Of course, if the commissioner had known anything about storytelling she should realise that it can never be applied to a factual programme about aliens or UFOs. They do not even belong in the same sentence.
A quick glance at some commissioning websites reveals that one grand terrestrial channel wants “the very best in storytelling” – as opposed to the “very worst in story-telling” or even “mediocre storytelling,” presumably. Another PSB terrestrial wants to hand “story-telling back the storyteller”, or ‘academics’ as we call them. Another channel claims it values “strong storytelling talent”… and then makes programmes about “real” haunted houses. And so it goes.
The sad truth is that, to commissioners, “storytelling” has become one of those meaningless phrases like “granular” or “aspirational.” It is a mantra to be chanted, devoid of meaning.

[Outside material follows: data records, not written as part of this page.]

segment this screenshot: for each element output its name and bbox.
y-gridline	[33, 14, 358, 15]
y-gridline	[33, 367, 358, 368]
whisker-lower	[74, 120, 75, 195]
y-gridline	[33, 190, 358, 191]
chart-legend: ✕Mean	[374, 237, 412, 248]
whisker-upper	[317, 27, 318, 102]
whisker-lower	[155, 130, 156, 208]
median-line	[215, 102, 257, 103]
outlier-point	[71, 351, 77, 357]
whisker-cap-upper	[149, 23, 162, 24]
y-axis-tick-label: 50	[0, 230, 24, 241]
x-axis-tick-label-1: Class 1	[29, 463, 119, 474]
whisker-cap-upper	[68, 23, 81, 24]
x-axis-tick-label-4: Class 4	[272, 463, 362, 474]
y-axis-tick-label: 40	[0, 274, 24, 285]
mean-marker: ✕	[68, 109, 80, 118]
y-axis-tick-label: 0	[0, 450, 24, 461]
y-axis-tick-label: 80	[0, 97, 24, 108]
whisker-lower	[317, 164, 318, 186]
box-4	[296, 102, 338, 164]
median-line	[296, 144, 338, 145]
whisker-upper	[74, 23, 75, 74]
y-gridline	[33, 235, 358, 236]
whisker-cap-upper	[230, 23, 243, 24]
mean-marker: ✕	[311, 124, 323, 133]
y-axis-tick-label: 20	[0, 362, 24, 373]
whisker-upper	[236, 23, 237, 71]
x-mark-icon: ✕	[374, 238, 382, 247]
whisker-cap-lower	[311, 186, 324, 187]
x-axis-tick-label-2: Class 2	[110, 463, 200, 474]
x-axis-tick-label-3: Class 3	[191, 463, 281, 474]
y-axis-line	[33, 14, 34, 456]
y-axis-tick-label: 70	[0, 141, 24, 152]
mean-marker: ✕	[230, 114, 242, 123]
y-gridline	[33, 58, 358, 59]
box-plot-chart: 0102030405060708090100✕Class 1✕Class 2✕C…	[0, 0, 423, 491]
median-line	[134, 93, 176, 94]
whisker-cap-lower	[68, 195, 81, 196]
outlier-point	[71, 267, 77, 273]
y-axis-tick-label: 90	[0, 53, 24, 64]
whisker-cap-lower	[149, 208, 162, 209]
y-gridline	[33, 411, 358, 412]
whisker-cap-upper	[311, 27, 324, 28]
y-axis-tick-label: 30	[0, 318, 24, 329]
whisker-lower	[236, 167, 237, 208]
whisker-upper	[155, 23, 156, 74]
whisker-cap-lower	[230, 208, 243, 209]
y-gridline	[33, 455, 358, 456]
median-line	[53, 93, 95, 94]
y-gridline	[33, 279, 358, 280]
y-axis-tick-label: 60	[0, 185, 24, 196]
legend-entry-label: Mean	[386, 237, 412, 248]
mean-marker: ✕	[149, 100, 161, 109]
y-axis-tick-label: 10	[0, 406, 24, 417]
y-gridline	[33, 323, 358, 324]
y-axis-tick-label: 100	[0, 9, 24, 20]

The irritating thing is that storytelling does mean something.
There is a reason that Homer has stood the test of time and why Jesus spoke in parables. Proper storytelling is the best way of imparting information and a message because it lifts and excites the soul.
Fundamentally, storytelling is about something real, something that matters to us all – like uncovering the truth, righting a wrong or revealing how the road to hell can be paved with good intentions. Central to any story is the process of change. Someone or something has to be different at the end than he/she/it was at the beginning; be it wiser, sadder, victorious or some-such.

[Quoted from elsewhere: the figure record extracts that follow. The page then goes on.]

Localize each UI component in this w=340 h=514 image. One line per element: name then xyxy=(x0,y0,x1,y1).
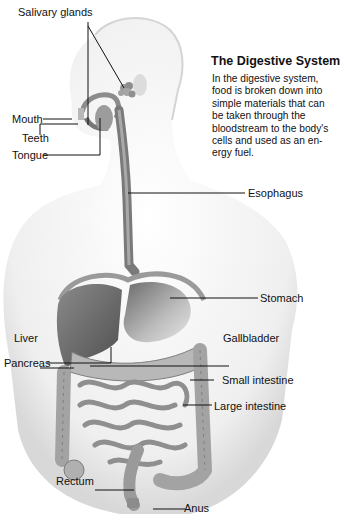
label-esophagus: Esophagus xyxy=(248,187,303,199)
diagram-title: The Digestive System xyxy=(211,54,340,68)
anus xyxy=(127,498,139,508)
label-stomach: Stomach xyxy=(260,292,303,304)
description-line: food is broken down into xyxy=(212,85,312,97)
description-line: ergy fuel. xyxy=(212,147,312,159)
label-small-intestine: Small intestine xyxy=(222,374,294,386)
label-anus: Anus xyxy=(184,502,209,514)
label-salivary-glands: Salivary glands xyxy=(18,6,93,18)
label-teeth: Teeth xyxy=(22,132,49,144)
description-line: simple materials that can xyxy=(212,98,312,110)
label-large-intestine: Large intestine xyxy=(214,400,286,412)
label-liver: Liver xyxy=(14,332,38,344)
label-rectum: Rectum xyxy=(56,475,94,487)
diagram-description: In the digestive system, food is broken … xyxy=(212,73,312,160)
description-line: In the digestive system, xyxy=(212,73,312,85)
label-mouth: Mouth xyxy=(12,113,43,125)
description-line: bloodstream to the body's xyxy=(212,123,312,135)
description-line: be taken through the xyxy=(212,110,312,122)
label-gallbladder: Gallbladder xyxy=(223,332,279,344)
label-tongue: Tongue xyxy=(12,149,48,161)
label-pancreas: Pancreas xyxy=(4,357,50,369)
description-line: cells and used as an en- xyxy=(212,135,312,147)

But how often do you really see that in factual TV?
Certainly not when some academic says, “I’m on a personal journey…” and “I am passionate about finding out about….” For a start, Prof, you already know the answers and you aren’t going to change a bit. That is not a story and the Prof is not a storyteller. It’s a lecture with a few vignettes added in for colour.

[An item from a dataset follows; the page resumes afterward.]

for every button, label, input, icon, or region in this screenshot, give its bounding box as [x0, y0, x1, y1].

Nor is it a story when you go off to “find out the truth about aliens/UFOs/The Loch Ness Monster”, because of course there is no truth to find out. So nothing can actually change – instead you have to pretend that there really could be something out there “because that’s what our audience wants.” Rather than tell a fundamental truth, you perpetuate a fundamental lie.
And I would defy you to find any storytelling in the true meaning of the phrase in what is now called ‘modern anthropology’. Or freak shows, as the Victorians called them. In this genre, we observe a section of the community who lack self-knowledge and laugh at them as they make a mess of their lives. At the end of it, they still lack self-knowledge (which is why we can keep coming back to laugh at them). Nothing has changed.
Nor is there storytelling in structured reality. Yes, the producers may have beautifully constructed a narrative, but of course, it isn’t in anyway real. The guys with beards or the girls with the fake tan may have delivered their lines, but they too haven’t changed. They’ve just performed for the cameras.
I guess you could accuse me of being a pedant, but actually this is a plea for a little more honesty and clarity in the factual commissioning process. If you want storytelling in a factual film, then you are asking me to tell something that reveals a fundamental truth and in which something genuinely changes. To do that, the story has to be authentic. But then ‘authentic’ is also one of those words that commissioners use and so it too as lost it’s meaning. I mean Duck Dynasty and Amish Mafia are great. But authentic?
I can’t help feeling that commissioners might get more of what they want – both in terms of programme proposals and ratings if they were just a tad more honest and said: “We want sensation and entertainment – but not necessarily storytelling or even truth.”